Relevance: Mains: G.S paper III: Science and technology
Why in news?
- Researchers have identified for the first time the mechanism by which chronic stress causes hair colour loss, an advance that may lead to the development of novel drugs which can prevent the whitening of hair.
Key facts:
- In the study, the scientists induced intense pain in special black mice for several weeks using a substance called resiniferatoxin, and turned the animals’ fur completely white.
- The researchers said resiniferatoxin, which activated sensory nerve fibres, is a naturally occurring chemical found in resin spurge (Euphorbia resinifera), a cactus-like plant native to Morocco.
- According to the scientists, the sympathetic nervous system, which triggers the body’s rapid involuntary response to dangerous situations, is affected directly by the stress, and consists of nerves that branch from the spine and run throughout the body.
- It controls the organism’s “fight or flight” response to sudden danger, launching a flash flood of the hormones adrenaline and cortisol to make the heart beat faster, blood pressure rise, respiration accelerate and the pupils dilate, among other systemic effects.
- The researchers observed that when the sympathetic nervous system was blocked, hair whitening was curbed.
- In another experiment, in which the researchers surgically removed the sympathetic fibres, fur colour was again retained in the weeks following pain induction.
- Earlier studies had found that pain-related stress was also involved in the development of hair and skin pigment producing cells called melanocytes.
- Scientists had discovered that unspecialised stem cells in the hair follicle bulb “mature” too soon under stress.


● **AIM OF THE TASK**
If a line in the records below contains "span", copy that line.

[Dataset items]
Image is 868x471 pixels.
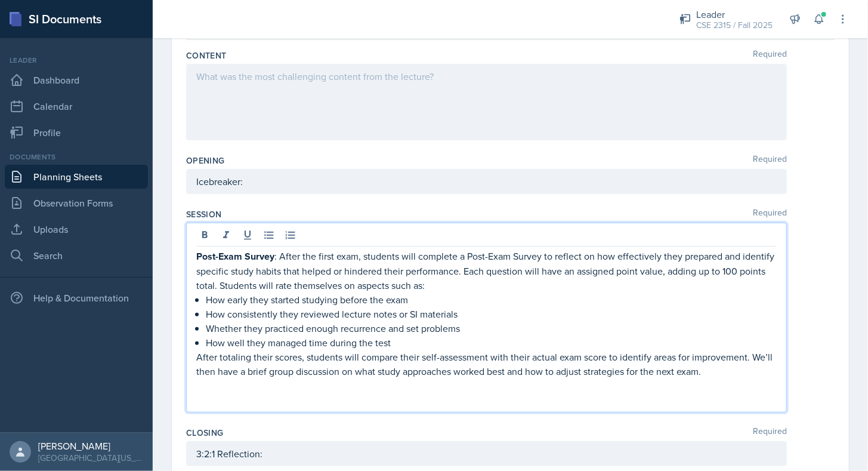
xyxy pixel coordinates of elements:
[196,249,777,293] p: : After the first exam, students will complete a Post-Exam Survey to reflect on how effectively t...
[5,55,148,65] div: Leader
[206,335,777,350] p: How well they managed time during the test
[5,165,148,189] a: Planning Sheets
[5,68,148,92] a: Dashboard
[186,209,221,220] label: Session
[753,209,787,220] span: Required
[196,350,777,378] p: After totaling their scores, students will compare their self-assessment with their actual exam s...
[38,440,143,452] div: [PERSON_NAME]
[753,427,787,439] span: Required
[38,452,143,464] div: [GEOGRAPHIC_DATA][US_STATE]
[5,95,148,118] a: Calendar
[206,293,777,307] p: How early they started studying before the exam
[5,152,148,162] div: Documents
[696,19,772,32] div: CSE 2315 / Fall 2025
[186,50,226,61] label: Content
[5,244,148,267] a: Search
[196,175,777,189] p: Icebreaker:
[696,7,772,21] div: Leader
[206,321,777,335] p: Whether they practiced enough recurrence and set problems
[196,250,274,263] strong: Post-Exam Survey
[753,50,787,61] span: Required
[753,155,787,167] span: Required
[5,121,148,144] a: Profile
[206,307,777,321] p: How consistently they reviewed lecture notes or SI materials
[186,155,224,167] label: Opening
[5,217,148,241] a: Uploads
[186,427,223,439] label: Closing
[196,447,777,461] p: 3:2:1 Reflection:
[5,286,148,310] div: Help & Documentation
[5,191,148,215] a: Observation Forms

● **WRITTEN RESPONSE**
[753,209,787,220] span: Required
[753,427,787,439] span: Required
[753,50,787,61] span: Required
[753,155,787,167] span: Required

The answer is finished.